Fourth high throughput run (1805276)
1st S5 Prime high throughput run (1808110) 2nd S5 Prime high throughput run (1901515) 3rd high throughput run (1901513)
Confidential and copyright © Sheffield Children’s NHS Foundation Trust, June 2019
Bioinformatics Pipeline
Automatic
data export
from
TorrentSuite
Query LIMS
to get list of
samples
Realignment
using TMAP
Variant
calling using
TVC
Quality &
ROI filteringQC check
Two-click automated pipeline
In-house
Python Flask
web
application
Bioinformatics Pipeline
Pipeline
progress
and QC
check
Automatic
data export
from
TorrentSuite
Query LIMS
to get list of
samples
Realignment
using TMAP
Variant
calling using
TVC
Quality &
ROI filteringQC check
Includes:
• Sample reception
• Booking onto Lab’s Information Management System
(LIMS)
• DBS punching
• DBS extraction
• AmpliSeq library prep, chip loading
• Robot (Biomek) service contract
• Ion Chef & S5 Prime contract
Does not include:
• Trust overheads
• Clinical scientist analysis & reporting time
With
labour
Without labour
96 samples £69.19 £67.57
93 samples £71.14 £69.48* Based on current discounts with Thermo
Fisher
Confidential and copyright © Sheffield Children’s NHS Foundation Trust, June 2019
Costing model
• 2 x 96 samples would be punched per day meaning that ~ 1000
samples could be sequenced per week
• Doubling up on automation equipment would increase sample high
throughput capability
Confidential and copyright © Sheffield Children’s NHS Foundation Trust, June 2019
Current timeline for NBC for NGS
Cystic Fibrosis Screening Project
Currently CF screening involves a biochemical pre-screen, and then a 4 and
50 mutation SNP array (2 mutations = affected, 1 mutation = carrier)

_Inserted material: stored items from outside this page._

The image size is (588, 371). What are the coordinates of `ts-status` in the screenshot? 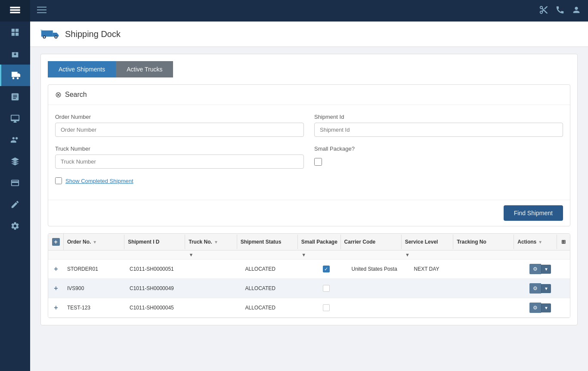 It's located at (268, 255).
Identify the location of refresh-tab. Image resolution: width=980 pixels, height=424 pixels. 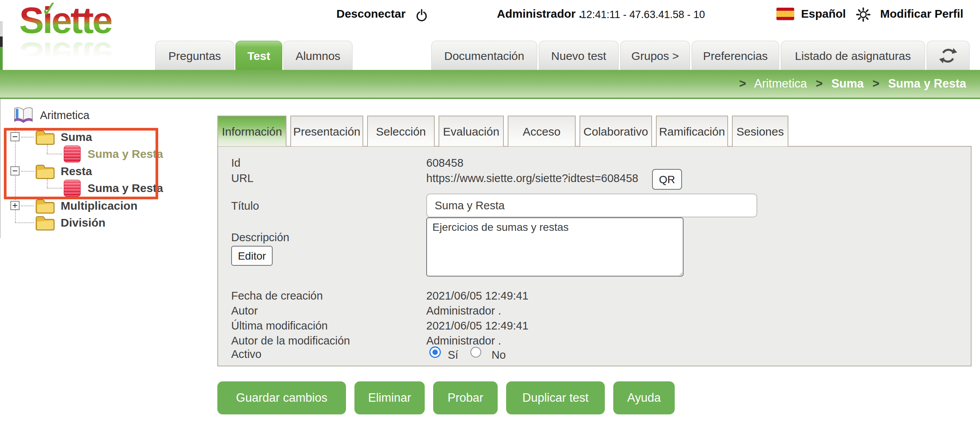
(948, 55).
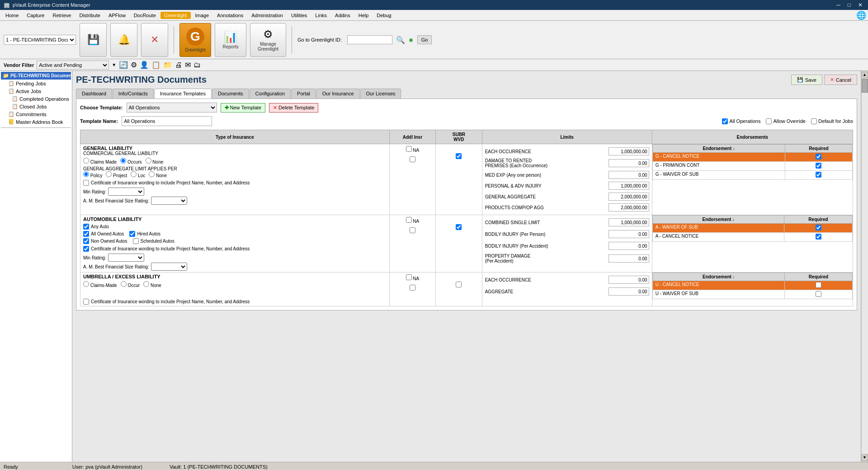  Describe the element at coordinates (270, 94) in the screenshot. I see `tab-configuration: Configuration` at that location.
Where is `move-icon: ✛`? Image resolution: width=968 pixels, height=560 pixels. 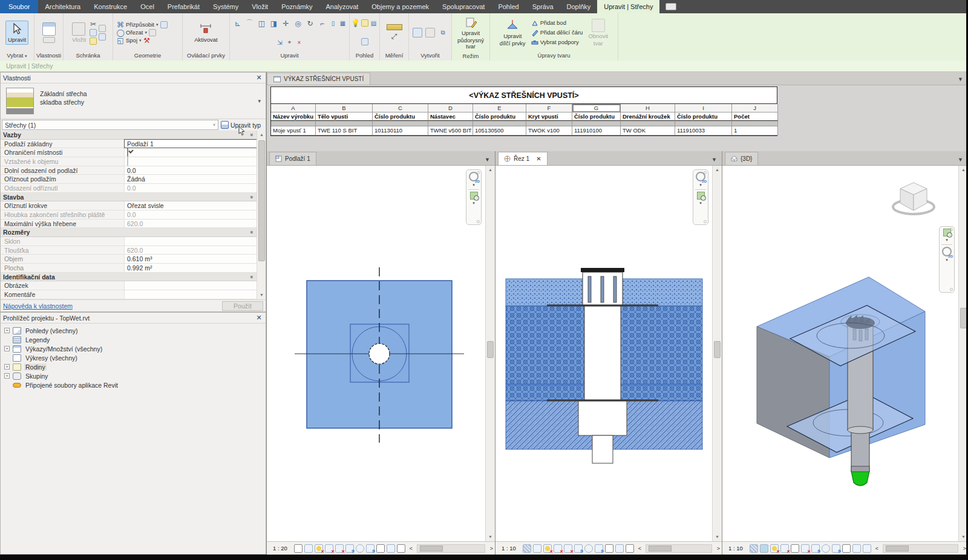
move-icon: ✛ is located at coordinates (286, 24).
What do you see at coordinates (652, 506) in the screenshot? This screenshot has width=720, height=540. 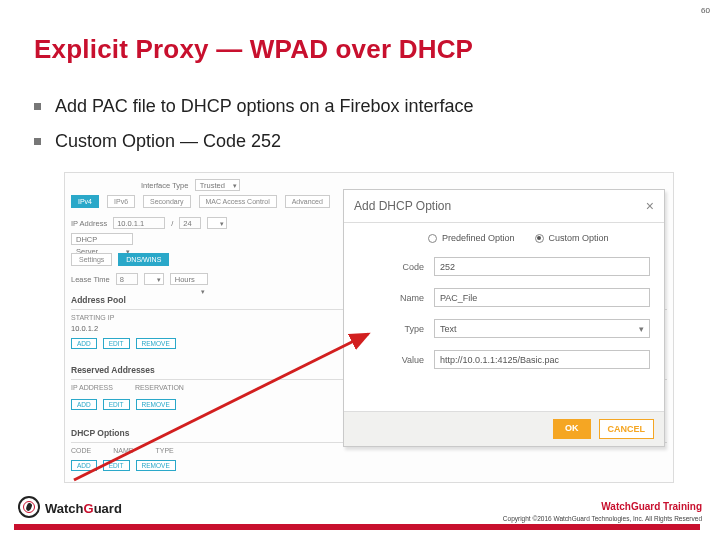 I see `training-label: WatchGuard Training` at bounding box center [652, 506].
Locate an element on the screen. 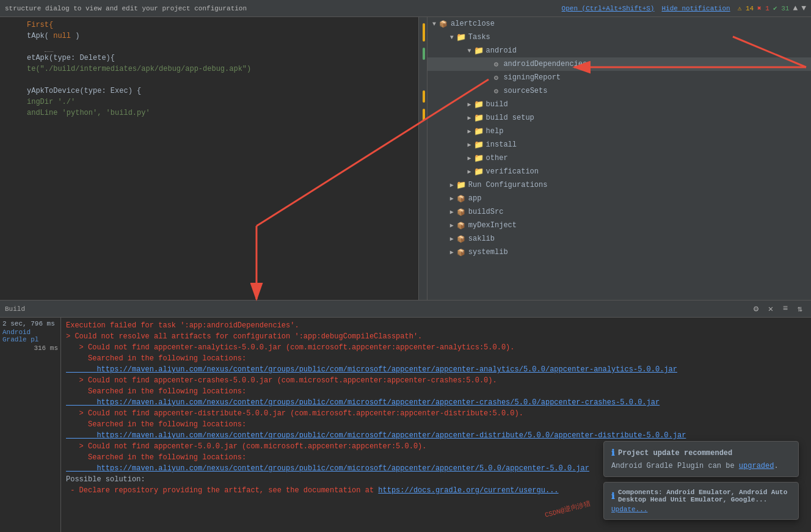 The image size is (811, 532). build-info-sidebar: 2 sec, 796 ms Android Gradle pl 316 ms is located at coordinates (31, 425).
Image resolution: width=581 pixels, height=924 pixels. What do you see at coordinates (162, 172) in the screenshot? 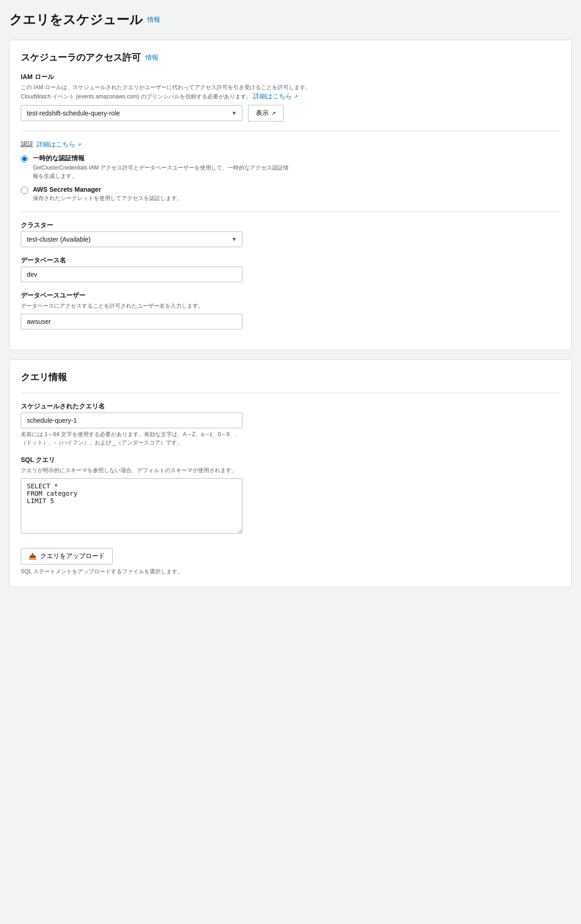
I see `temp-auth-desc: GetClusterCredentials IAM アクセス許可とデータベースユ…` at bounding box center [162, 172].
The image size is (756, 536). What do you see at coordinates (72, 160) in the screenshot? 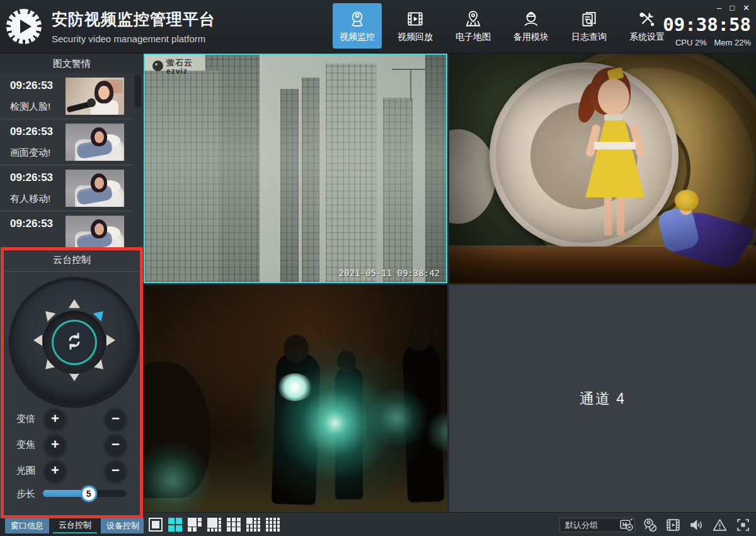
I see `alarm-list: 09:26:53 检测人脸! 09:26:53 画面变动!` at bounding box center [72, 160].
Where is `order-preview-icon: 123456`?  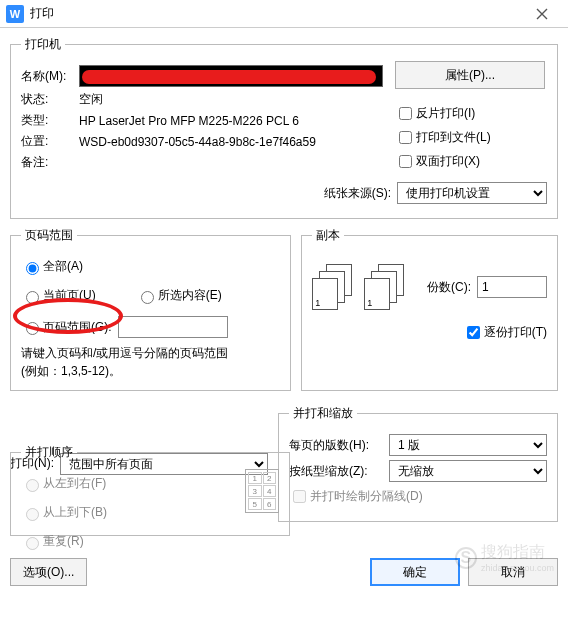 order-preview-icon: 123456 is located at coordinates (262, 491).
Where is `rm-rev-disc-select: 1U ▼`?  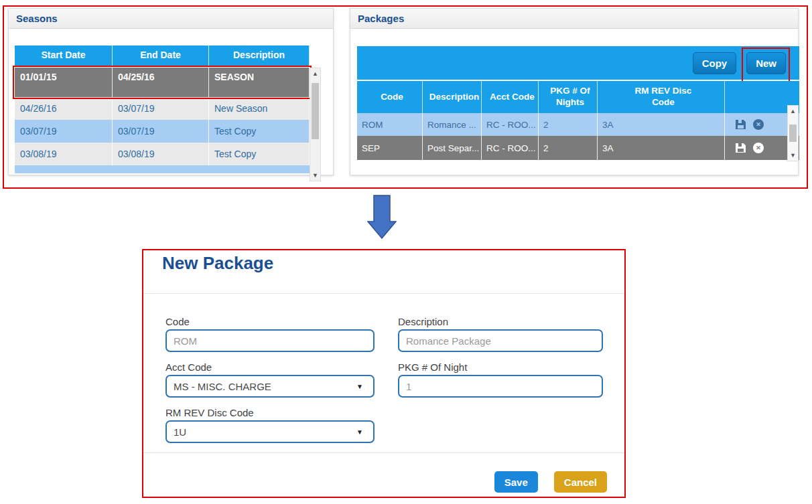 rm-rev-disc-select: 1U ▼ is located at coordinates (270, 432).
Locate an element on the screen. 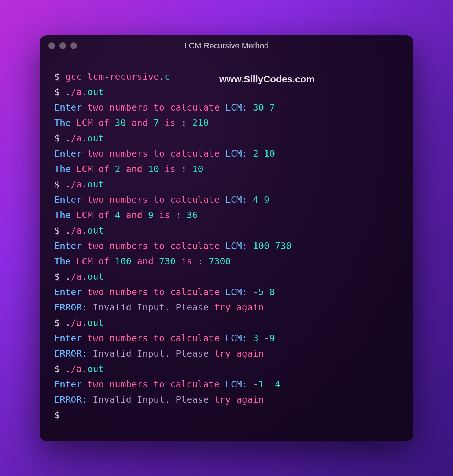 The image size is (453, 476). terminal-token: 7 is located at coordinates (156, 123).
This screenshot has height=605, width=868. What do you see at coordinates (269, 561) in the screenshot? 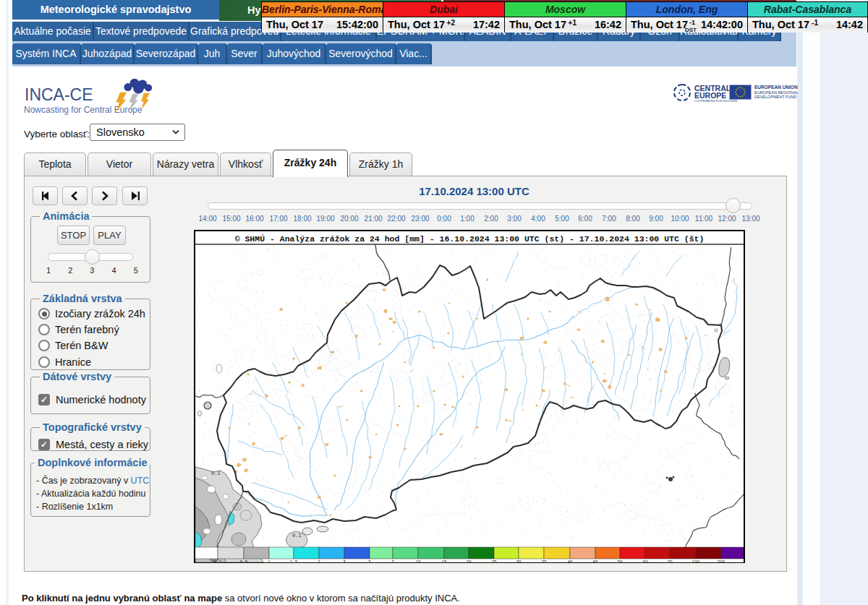
I see `svg-text: 1` at bounding box center [269, 561].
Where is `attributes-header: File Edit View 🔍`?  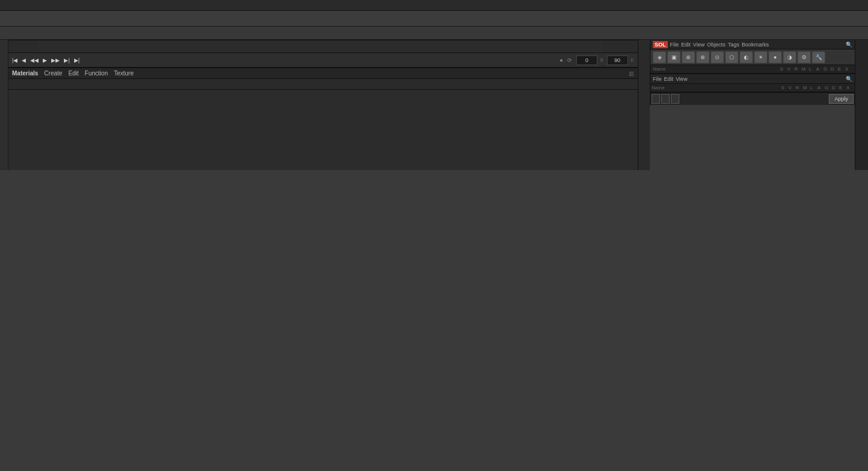 attributes-header: File Edit View 🔍 is located at coordinates (752, 79).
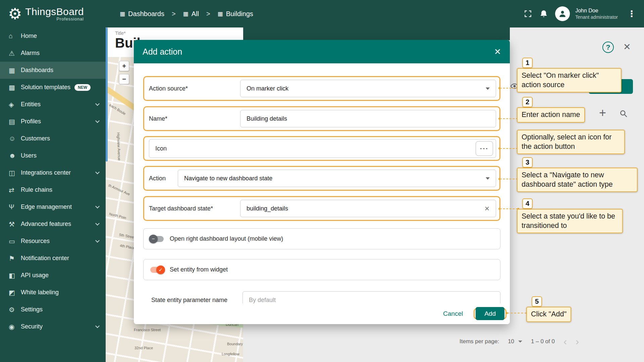 The width and height of the screenshot is (644, 362). I want to click on state-param-label: State entity parameter name, so click(197, 300).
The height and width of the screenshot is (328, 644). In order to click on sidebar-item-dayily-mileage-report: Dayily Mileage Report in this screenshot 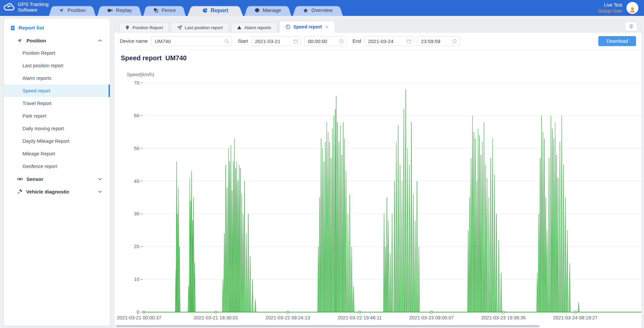, I will do `click(57, 141)`.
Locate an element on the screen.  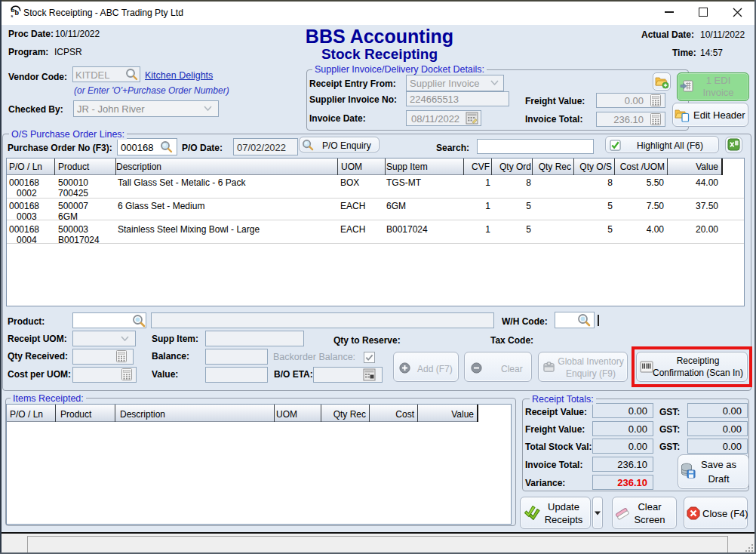
svg-text: s is located at coordinates (12, 15).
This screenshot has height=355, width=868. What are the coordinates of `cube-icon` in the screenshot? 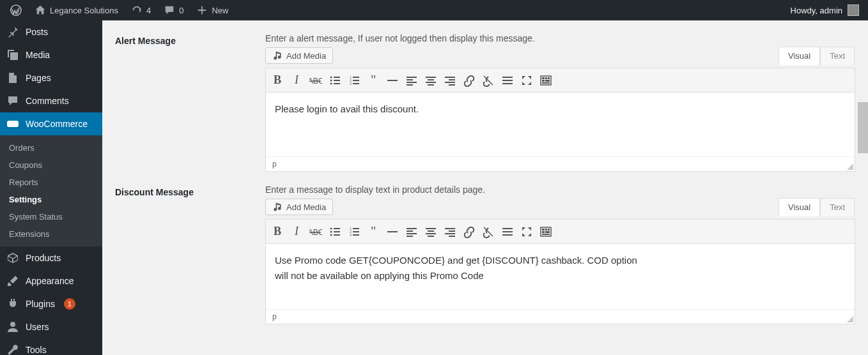 It's located at (13, 258).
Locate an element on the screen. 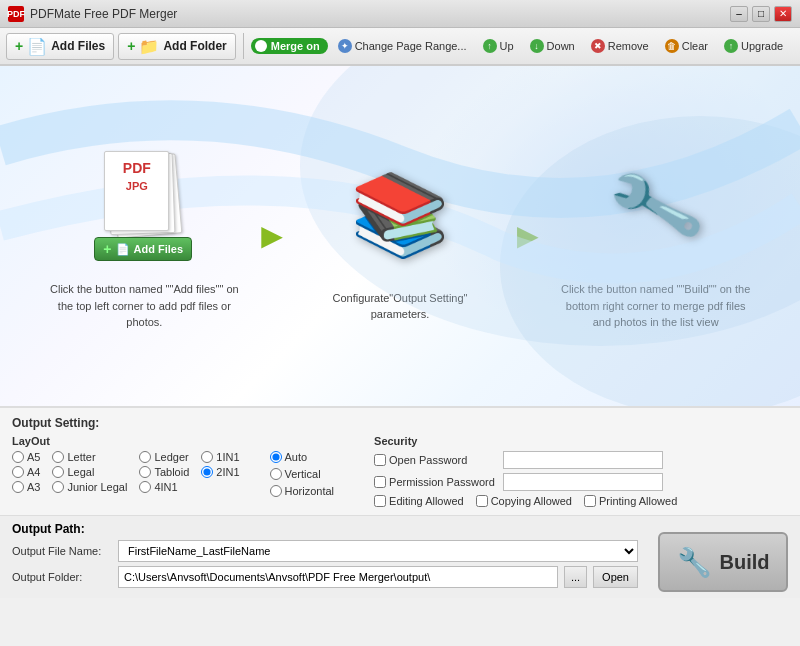 The image size is (800, 646). toolbar: + 📄 Add Files + 📁 Add Folder Merge on ✦ … is located at coordinates (400, 47).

Can we expand testing to identify more mutations while keeping
within constraints of newborn screening programs?
Considerations for proof-of-concept:
DNA extraction & sequence from Dried Bloodspot
Turnaround Time (TAT) of 3 working days (samples received
Thursday, reports due Monday) Lab work
Pipeline
Interpretation
Identify carriers of 4 most common mutations, but not any others
Mutations have severity scores – only identify “clinically affected”
cases
Hotspot variant calling for known mutations quicker
interpretation
Confidential and copyright © Sheffield Children’s NHS Foundation Trust, June 2019
Cystic Fibrosis Screening Project
Results
9 months running NGS panel
• 201 total samples
• 14 reported carriers (of 4 common
muts)
• 21 affected newborns (7 wouldn’t have
genetic diagnosis without NGS)
We can detect CNVs using split reads over
breakpoints
All samples reported on time – apart from one
whole run fail.
Patient CF status and QC check
Confidential and copyright © Sheffield Children’s NHS Foundation Trust, June 2019
Sheffield Project Team:
Lead Applicants: Ann Dalton and Anne Goodeve
Co-applicants: Darren Grafham, Jim Bonham, Mark Sharrard, Lindsay Weaver, Pamela Davies and Diana Johnson
Sheffield Team: Rebecca Thomas, Elizabeth Sollars, Jennifer Dawe, Peter Winship, Michaela Novodvorksa, Clare Bartlett, Julia Van Campen ,Antonio Milano, Sian Richards, Gerrard Peck, Matthew Parker, Natalie Groves, Sufin Yap and Richard Kirk
Clinical Research Facility including Ally Spooner, Kim Redfern, Esther Ludbrook, Rachel Harrison, Carole Chambers and Samya Armoush
This case study presents independent research supported by the Health Innovation Challenge Fund (HICF-R9-518). The views expressed are those of the author(s) and not necessarily those of the Department of Health or Wellcome
Trust.
Collaborating NHS trusts:
BCH, CMFT, GST, GOSH, UHB, NUH, UHL, UCLH, STH
Acknowledgements
For Research Use Only. Not for use in diagnostic procedures.